1. There should be regular GNOME hackfests: frequent, small local
gatherings of developers, and less frequent (twice annually?) core
hacker retreats.  The board could help to organize these and, in some
cases, to pay for them.

2. GNOME Desktop Usability.  I think there are a few things that can be
done here: (i) a "desktop usability bughunt," in the spirit of the
October GNOME bughunt and informed by the Sun usability research (ii)
coordinated usability testing between the companies that can afford to
pay for it so that we're using our corporate resources as efficiently as
possible (iii) trying to instill individual projects with a sense of the
importance of this stuff; e.g. usability quirks should be opened as bugs
in bugzilla (iv) we need high-quality, free fonts.
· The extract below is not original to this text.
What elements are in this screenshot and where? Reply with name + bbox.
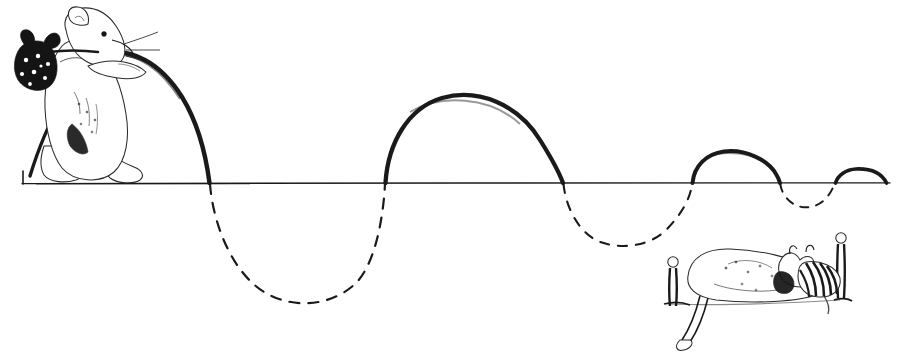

3. GNOME Office.  It needs a real web page, coordinated releases, and
better integration.  Oh, yes, and we need to define what's in it :-).  I
recognize the difficulty of this project but I think that the benefits
are worth the effort.

> 8) Do you consider yourself diplomatic?  Would you make a good
> representative for the GNOME Foundation to the Membership, media, public,
> and organizations and corporations the GNOME Foundation works with?

Yeah, I can press the oily palm with the best of them. :-)

> 9) Will you represent the interests of GNOME and the GNOME Foundation over
> all other personal or corporate interests you may represent?

Absolutely and without compromise.

> 10) Will you be willing and have the available time to take on and
> complete various tasks that the Board needs accomplished?

Yes, this work is very important to me; I will explicitly set aside time
in my schedule for the GNOME foundation.